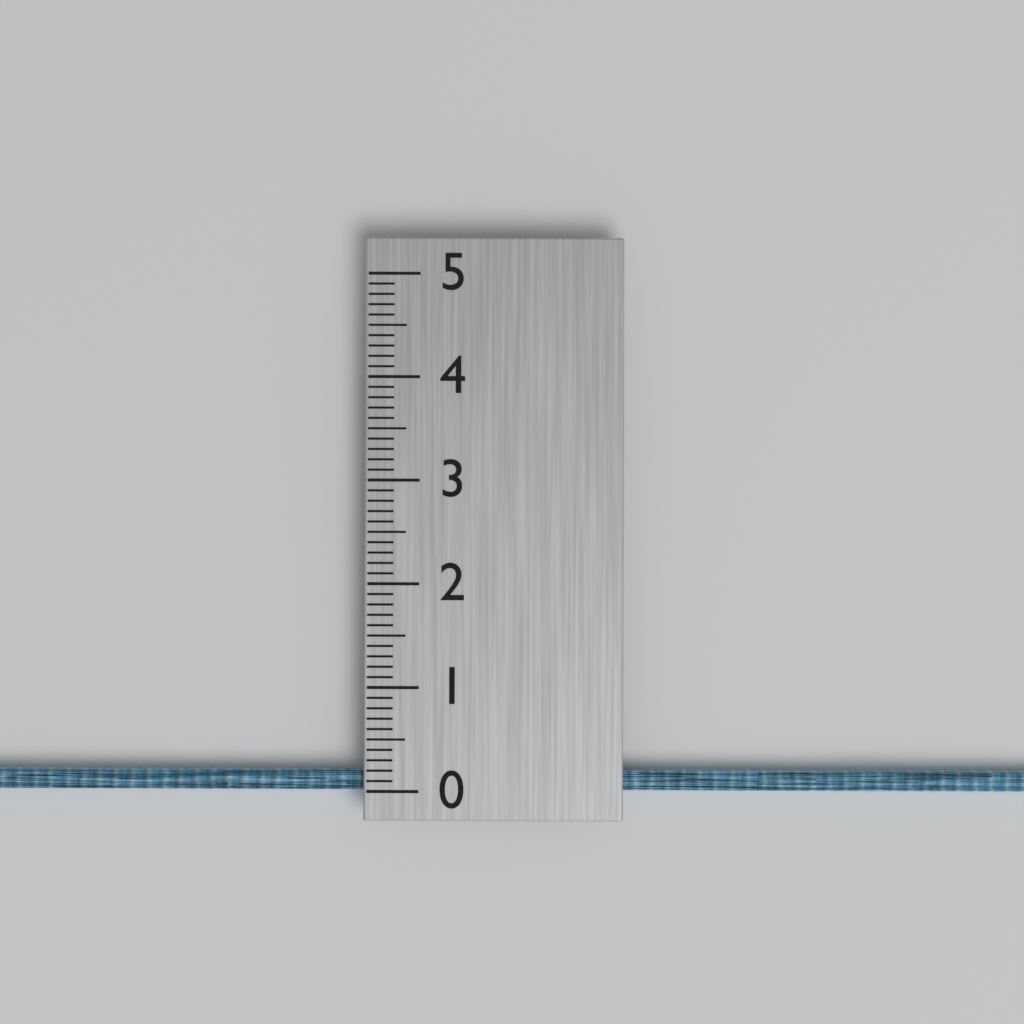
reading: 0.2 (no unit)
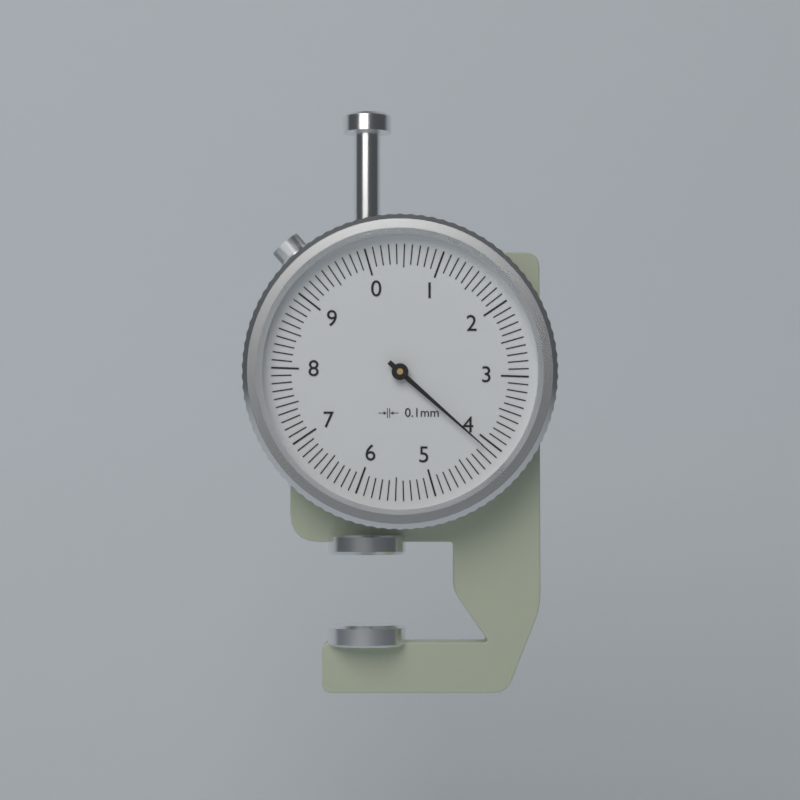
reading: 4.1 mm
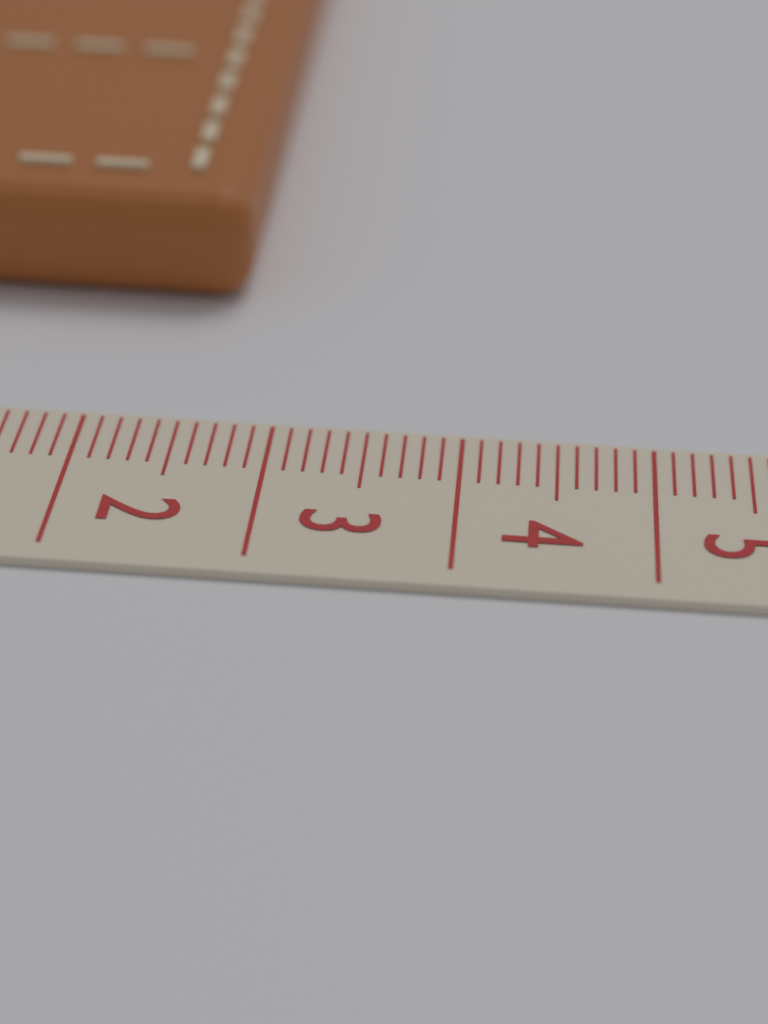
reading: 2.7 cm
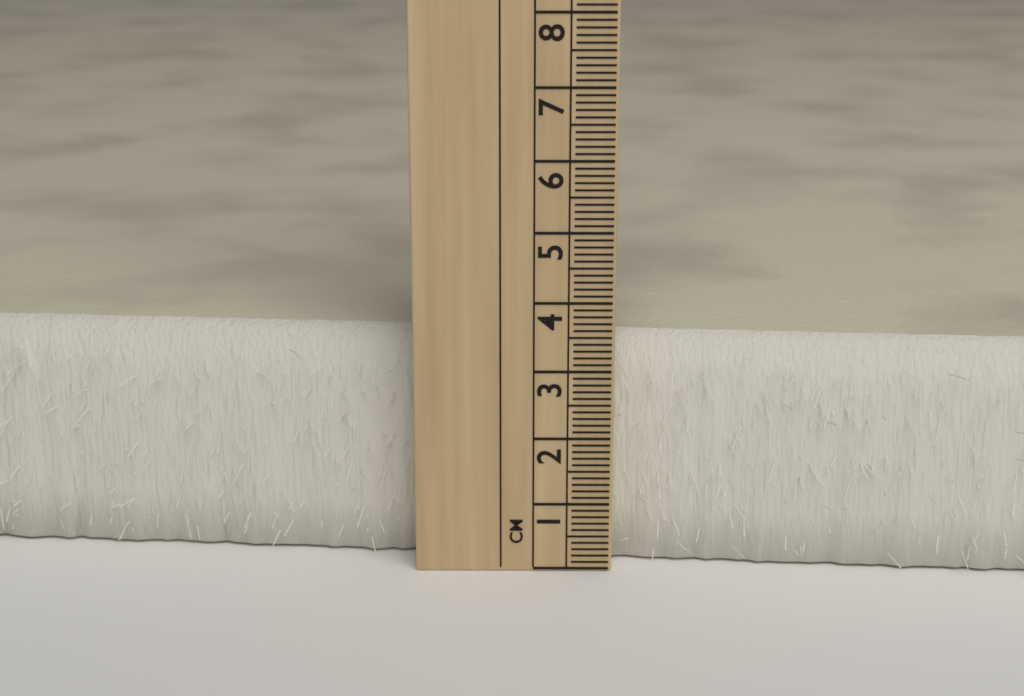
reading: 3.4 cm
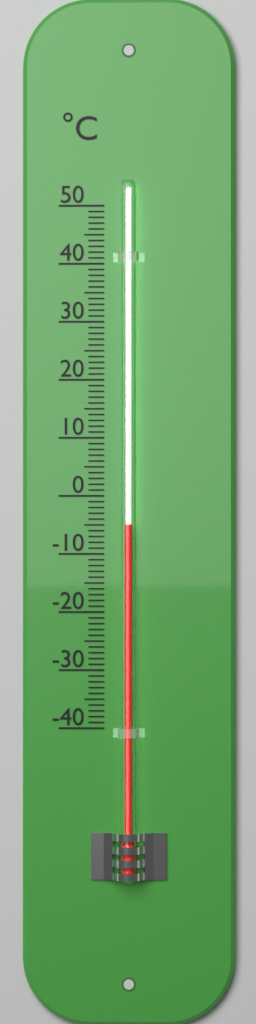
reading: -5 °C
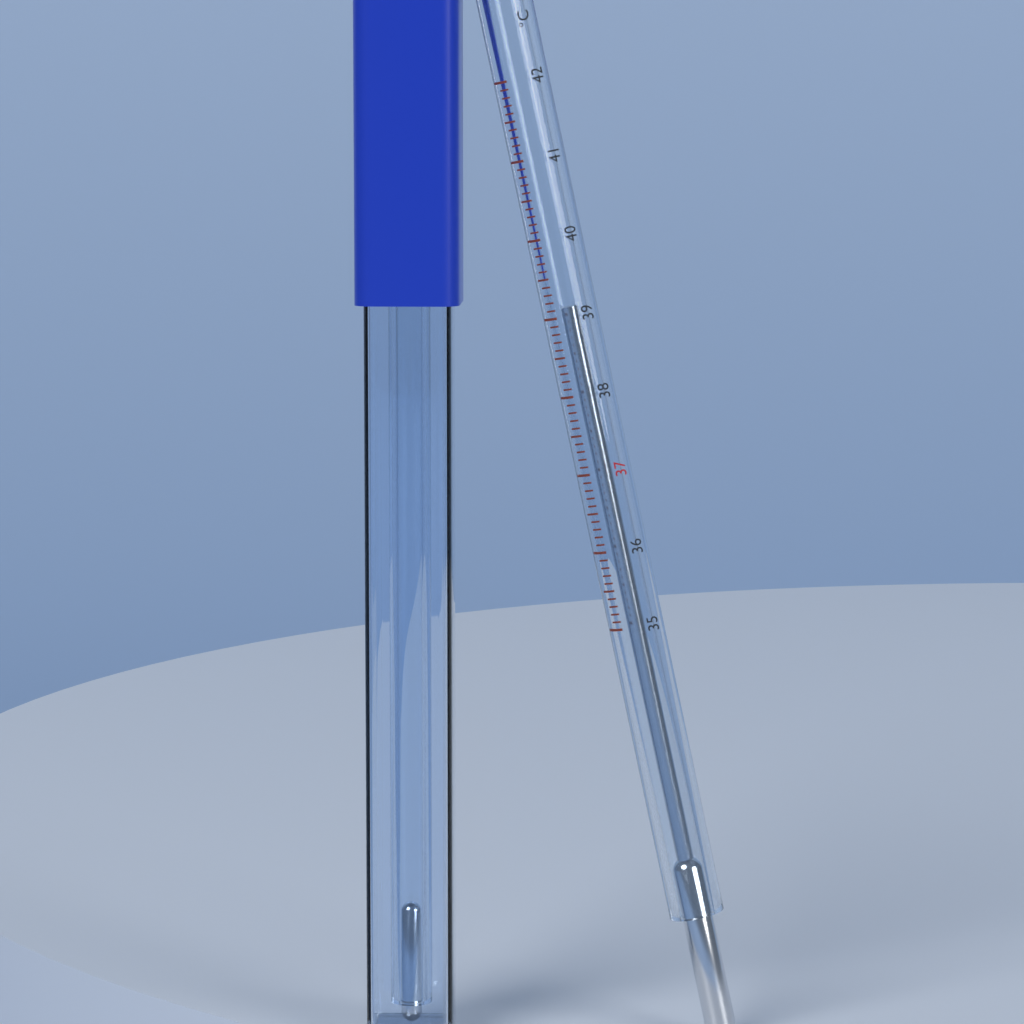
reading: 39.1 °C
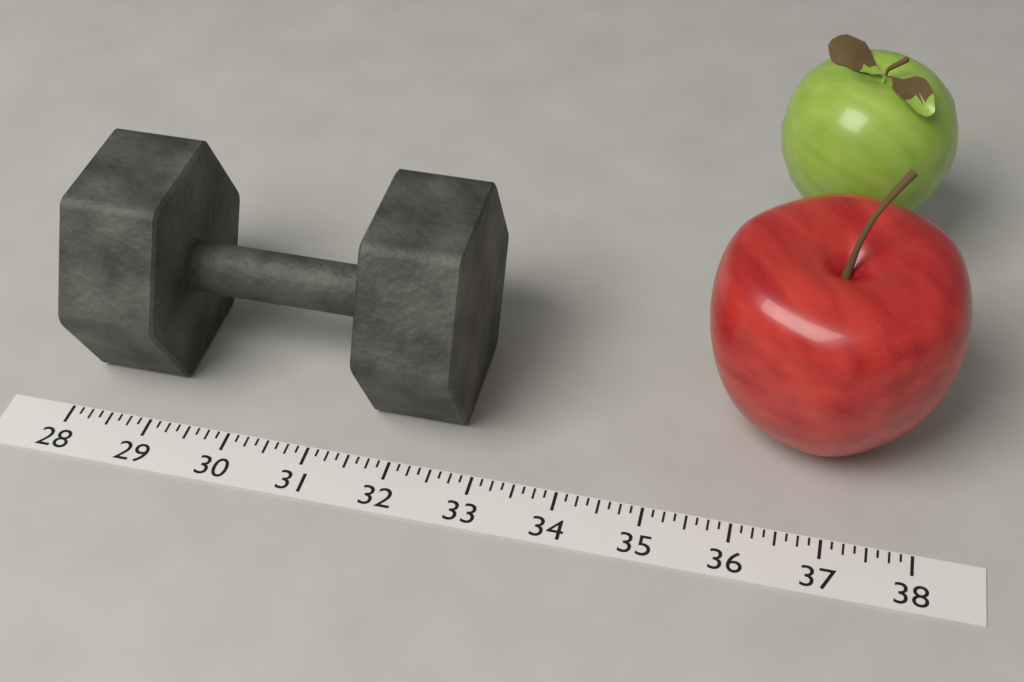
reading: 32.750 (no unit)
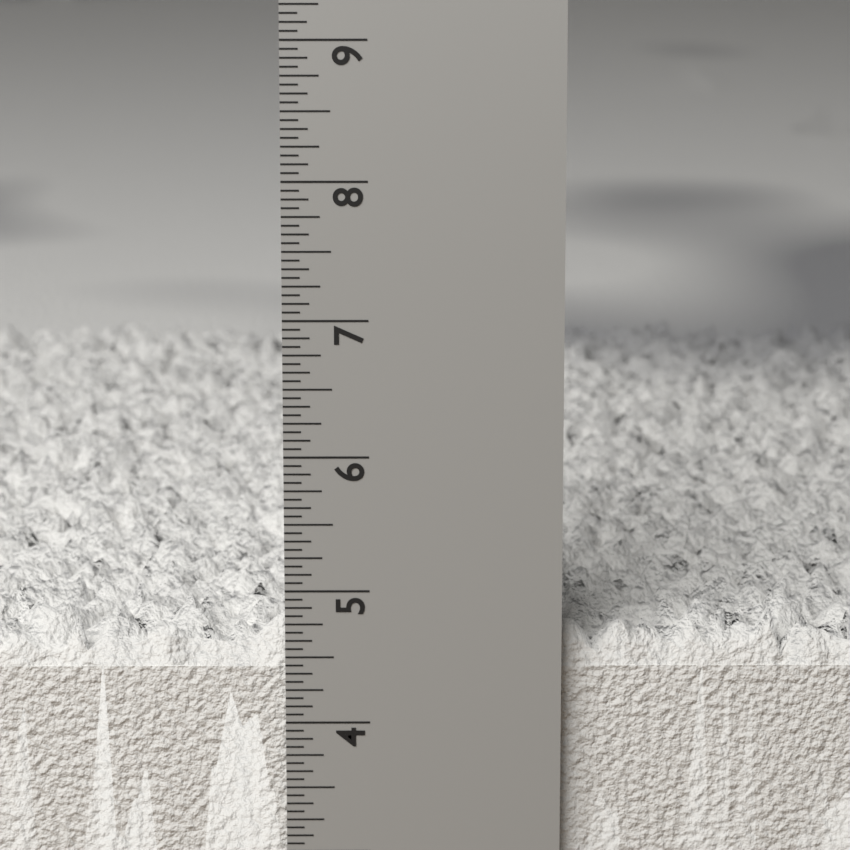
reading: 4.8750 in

----------

§ **Assigned task**
An exact copy of all the entries above is required, with every picture left out.

§ **Answer**
reading: 0.2 (no unit)
reading: 4.1 mm
reading: 2.7 cm
reading: 3.4 cm
reading: -5 °C
reading: 39.1 °C
reading: 32.750 (no unit)
reading: 4.8750 in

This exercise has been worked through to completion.